I started graduate school at Massachusetts Institute of Technology in biophysics, but when I decided to work on animal viruses I left M.I.T. to study for a summer with Dr. Philip Marcus at the Albert Einstein Medical College and to take the animal virus course at Cold Spring Harbor, then taught by Dr. Richard Franklin and Dr. Edward Simon. I joined Dr. Franklin at the Rockefeller Institute to do my thesis work and then continued in animal virology as a postdoctoral fellow with Dr. James Darnell. I had already found that much could be learned by studying virus-specific enzymes, so I studied for a while with Dr. Jerard Hurwitz at the Albert Einstein College of Medicine to learn from someone who knew enzymology as a professional.

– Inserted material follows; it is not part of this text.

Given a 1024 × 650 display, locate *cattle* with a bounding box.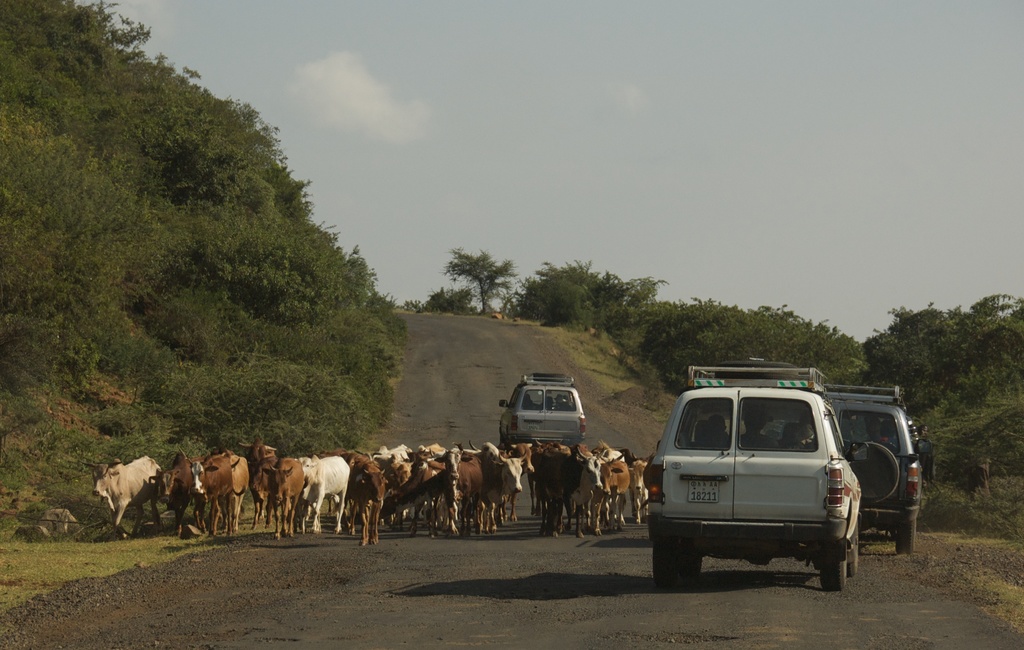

My first independent position was at the Salk Institute in La Jolla, California where I had the rare opportunity to work in association with Dr. Renato David mating dogs Autobiography - girl Baltimore David Autobiography dogs - Baltimore mating girl David videos Autobiography Baltimore free - samples rape - Baltimore David Autobiography suspenders stockings mudshark Autobiography Baltimore rape David stories - Dulbecco. After 2 1/2 years away from a university setting, I returned to M.I.T. in 1968 and have remained there. In 1974, I joined the staff of the M.I.T. Center for Cancer Research under the directorship of Dr. Salvador Luria because I had found that my research interests, that previously had involved mainly the non-oncogenic RNA viruses, were more and more focused on the problems of cancer.

 

This autobiography/biography was written at the time of the award and later published in the book series Les Prix Nobel/Nobel Lectures. The information is sometimes updated with an addendum submitted by the Laureate. To cite this document, always state the source as shown above.

Interview with Dr. David Baltimore by Dr. Ralf Pettersson, April 26, 2001.

Dr. Baltimore talks about how he became interested in science, his first decade as a scientist, the discovery of reverse transcriptase, impact of the discovery, recombinant DNA technology, how his research evolved and the human genome project.